Game of Kings - Dorothy Dunnett [163]
“Prisoner?” said Mariotta. “What prisoner?”
The wide, cornflower eyes were brilliant. “Oh, Lymond; Lymond!” said Sybilla. “Who else? What else? He’s driven that ridiculous boy half out of his mind, and this is the result.”
Mariotta’s face, too, was white. “They have him?”
“Tomorrow,” said Sybilla. “Lymond goes to England tomorrow, alone, Dandy says. They know where; they know how—the Scott boy has told them. Before Lymond crosses the Border, Hunter will have him.”
Janet spoke uneasily. “They want Buccleuch’s help?”
“They wanted Richard,” said the Dowager with a great weariness. “But failing him, Buccleuch, to take over Lymond from Sir Andrew and bring him north. But Richard’s away, thank God. Thank God,” she repeated, her voice brittle. “Because the young fool plans to trap Lymond at the convent. The ruined convent where five years ago his sister was killed.”
They did not see Johnnie Bullo slip out. To do him justice, he set out south at full gallop.

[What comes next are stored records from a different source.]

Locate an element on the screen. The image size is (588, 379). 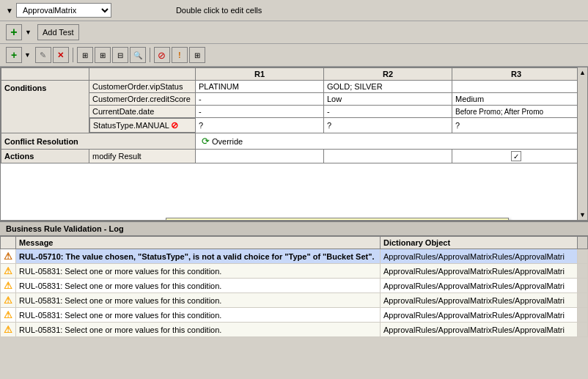
table-icon4: 🔍 is located at coordinates (138, 55).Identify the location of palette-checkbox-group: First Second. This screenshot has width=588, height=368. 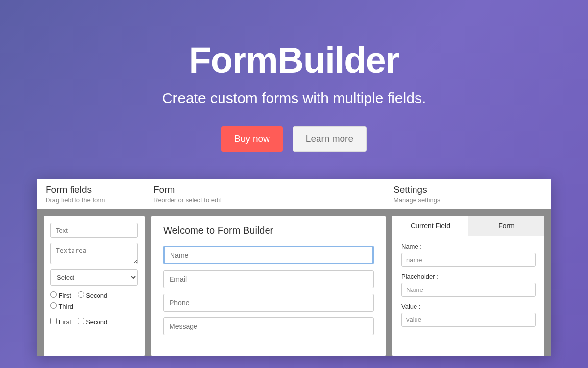
(94, 322). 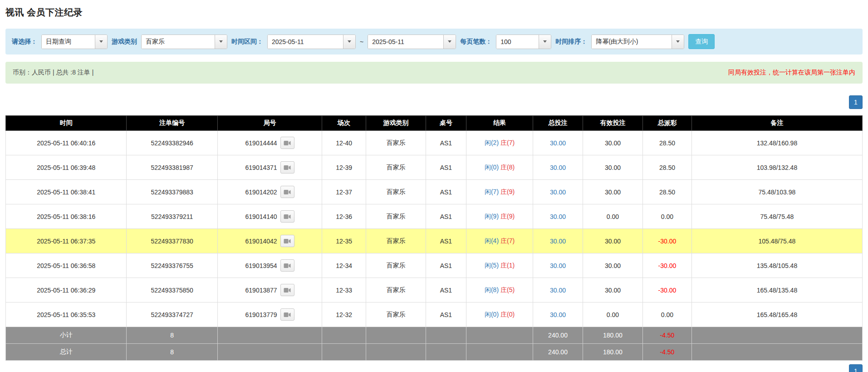 I want to click on date-from-input, so click(x=305, y=42).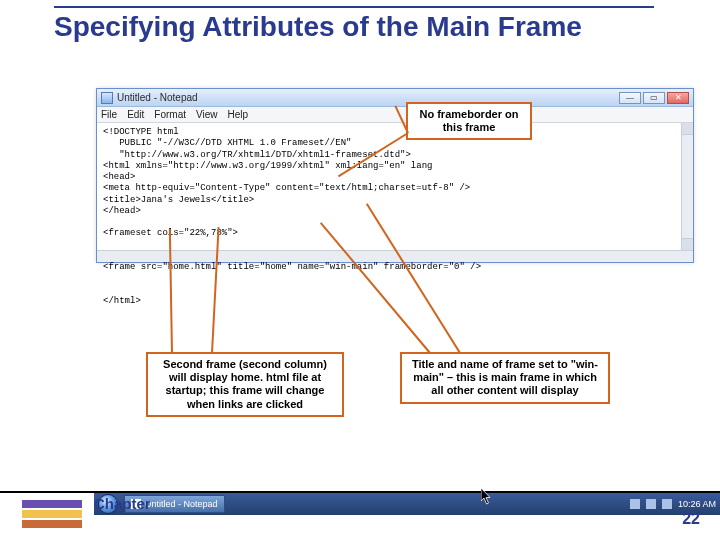  I want to click on maximize-button: ▭, so click(654, 98).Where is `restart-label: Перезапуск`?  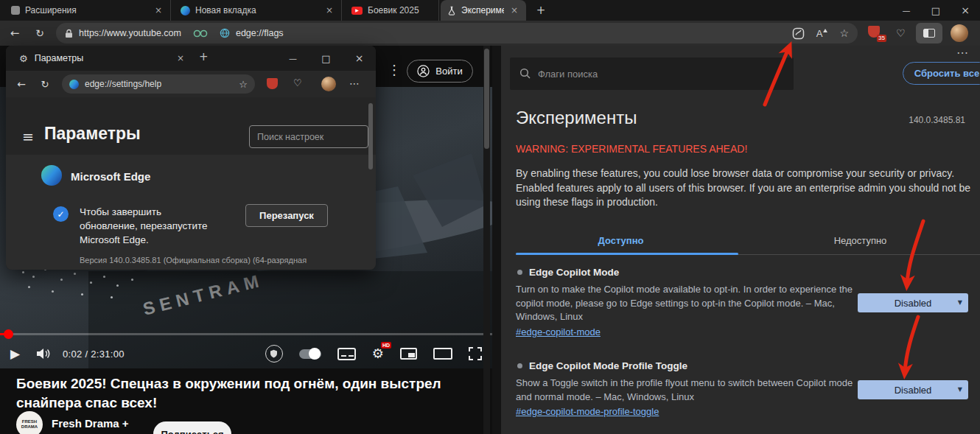 restart-label: Перезапуск is located at coordinates (287, 215).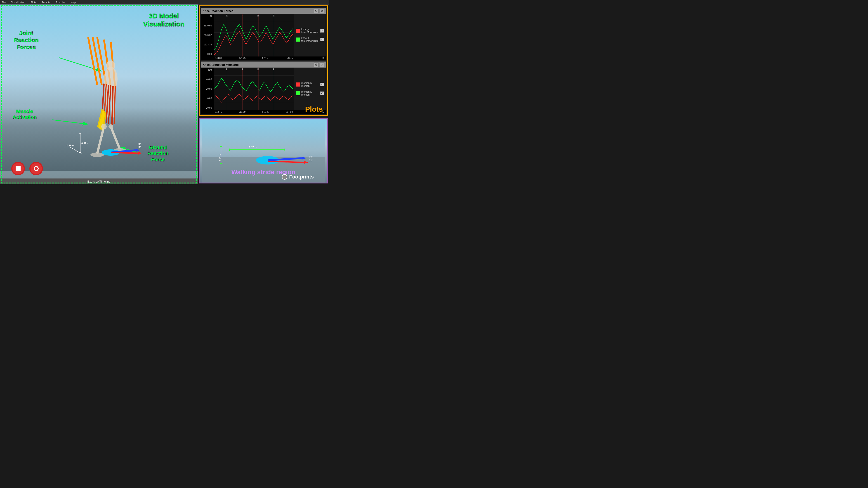 Image resolution: width=868 pixels, height=488 pixels. Describe the element at coordinates (207, 108) in the screenshot. I see `y-min-label-2: -20.00` at that location.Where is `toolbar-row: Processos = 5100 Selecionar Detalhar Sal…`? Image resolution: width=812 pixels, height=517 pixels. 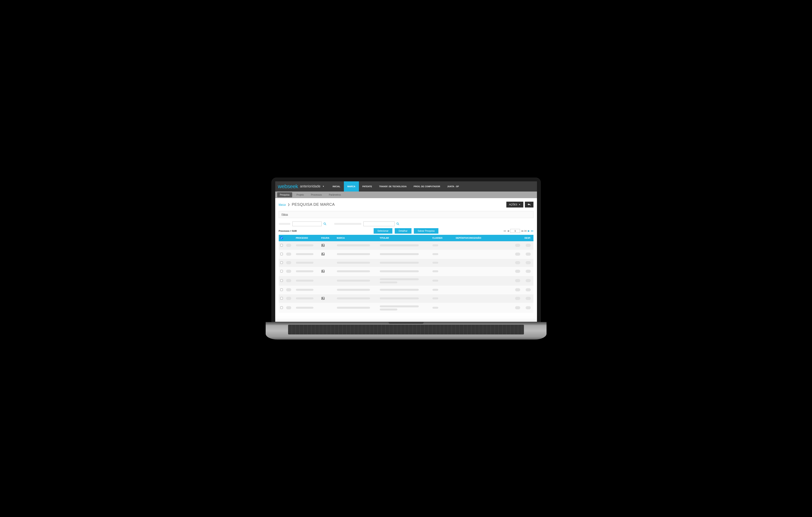
toolbar-row: Processos = 5100 Selecionar Detalhar Sal… is located at coordinates (406, 231).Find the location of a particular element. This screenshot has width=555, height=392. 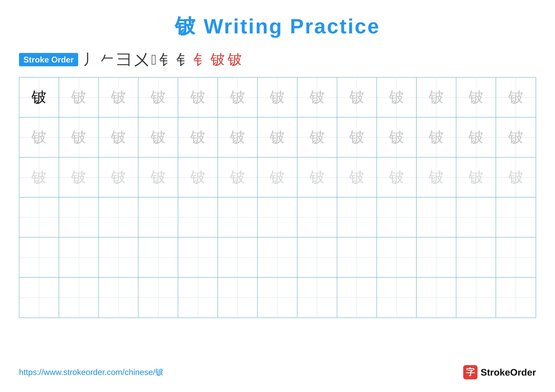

It was not his fault that he was too late.
Part Four
THE END GAME
CHAPTER I: Twice-Taken
II: The Ultimate Check
III: Knight Adversary
IV: Baring
I
Twice-Taken
And what is a Knyght worth, wyth oute
horse and armes?
Certaynly nothynge more than on
of the peple,
Or lasse, pāventure.
1. Forced Play Against Time
SINCE its untimely dissolution, the convent at Lymond had invented new graces. Its tongueless bell slept unharried among the cuckoo flowers and behind painted robe and beaded halo its broken beams, leafed like an artichoke, fed a thousand mouths. Of human life there was none nearer than the adjacent hilltops, where armed men waited and watched.

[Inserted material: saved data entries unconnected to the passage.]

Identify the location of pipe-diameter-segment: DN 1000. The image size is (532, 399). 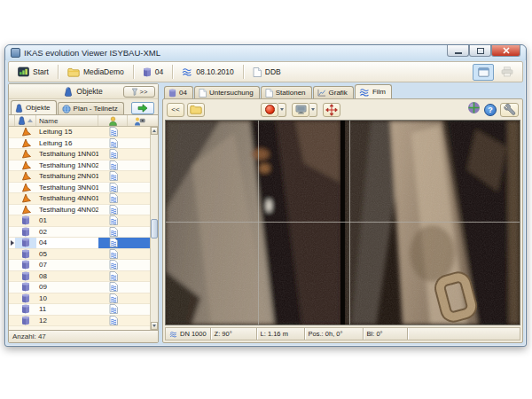
(188, 333).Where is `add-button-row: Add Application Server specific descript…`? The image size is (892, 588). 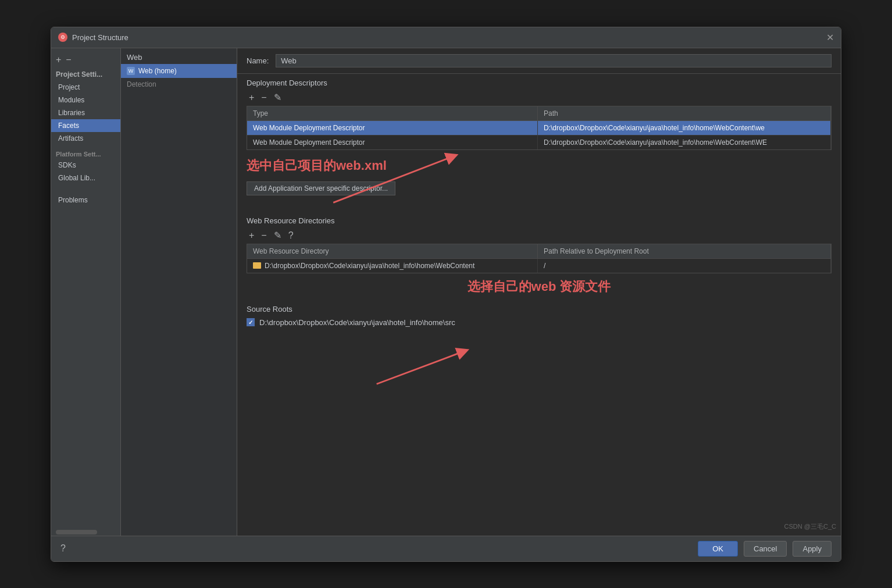 add-button-row: Add Application Server specific descript… is located at coordinates (539, 190).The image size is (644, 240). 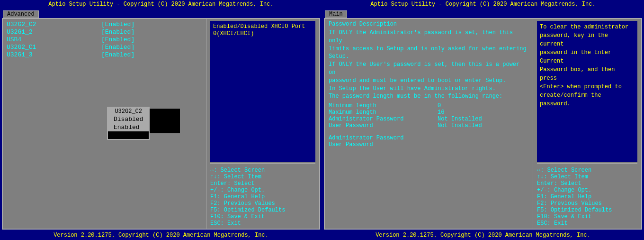 I want to click on nav-key-6: F2: Previous Values, so click(x=263, y=203). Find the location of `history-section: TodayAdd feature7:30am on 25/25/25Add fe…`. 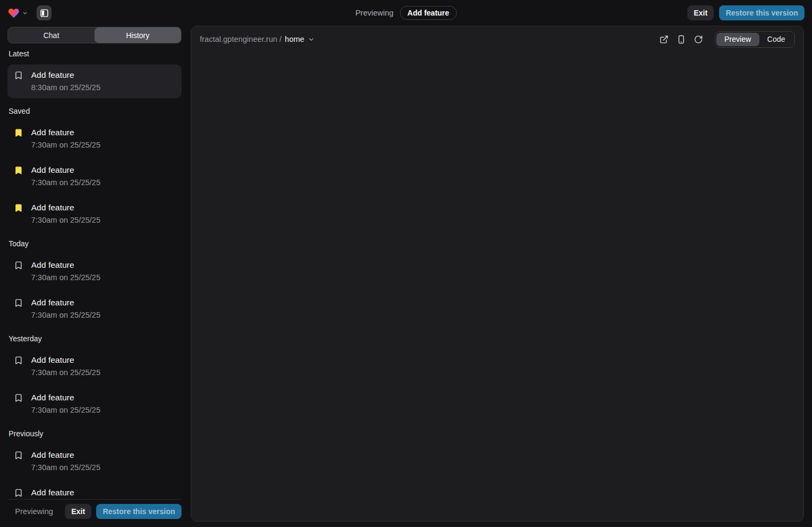

history-section: TodayAdd feature7:30am on 25/25/25Add fe… is located at coordinates (95, 282).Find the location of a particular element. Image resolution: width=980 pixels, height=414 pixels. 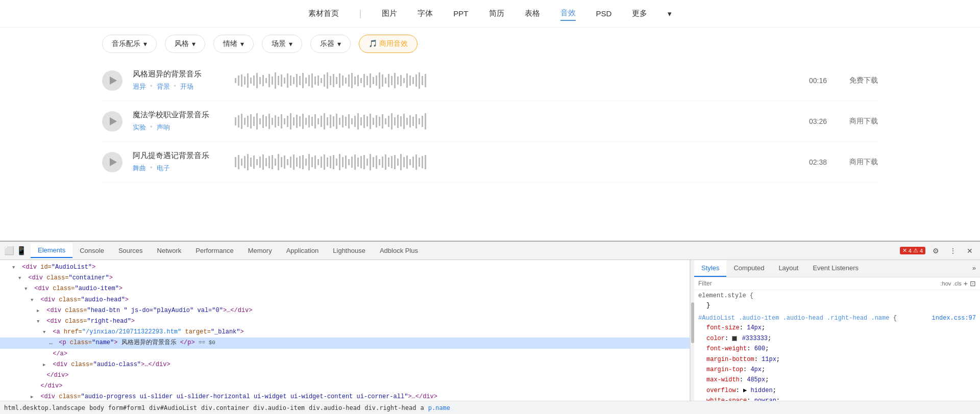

Lymond, with Scott and Turkey Mat, left Crawfordmuir before dawn, in a mild, vaporous rain that soaked them all. Scott rode mute, his breath unsteady in his lungs.
It was Oyster Charlie who had first hinted that the band was to be broken up. Will had howled at the idea. “The Master abdicate? Not while he can act like Cyrus King of the World and be paid for it.”
But the rumour got stronger. He had tackled Turkey Mat and Turkey had pulled a yellow face, his hand on his stomach. “It’s maybe likely. He’s off to England soon to meet this fellow Harvey and be made a lord, like enough. There’s no cause to keep the force on.”
Why had he imagined the company to be perpetual? It had been created at Lymond’s whim, and was being disbanded by the same lordly hand.… Scott took to watching for the return of the weekly messenger to the Ostrich, and he knew before anyone when the word finally came summoning Lymond to the Castle of Wark on the second of June for his portentous meeting with Samuel Harvey.
The Master announced the disbandment the same day in the hall, over the uproar of sixty furious employees. The Long Cleg had the loudest voice. “We dinna want to go. There’s no need. We’re doing fine. We want to go on.”
“By all means. But without me.”
“No! You’re to stay!”
“And who will make me?”
The thunder increased. “We’re sixty to one!” And Turkey had turned from his comfortable seat in the front. “Two, man: two. And I’m the only other one that kens where your pay is.”
Lymond snatched the ensuing decrescendo in which to be heard. “If you want to be paid, I’m afraid you must accept it. And even if you don’t, you really can’t make me stay, can you?”
And, of course, they couldn’t. Sardonic to the last, he had surveyed them. “All right. Get out. Think for yourselves for a change. You’ve been pedlars: go and be merchants. You’ve been mercenaries: go and find something of your own to defend. You’ve finished teething and there’s the world: crack it open if you can. It’s a damned sight pricklier than I am. In any case, whatever you do, keep well clear of me.…”
They were paid, and took their leave, clattering out in twos and threes: Oyster Charlie, the Long Cleg, Dandy-puff, Jess’s Joe. Turkey and he were last, as Scott knew they would be, because they had special claims. The money for them was in French gold and was in Scott’s own custody. But not in the tower.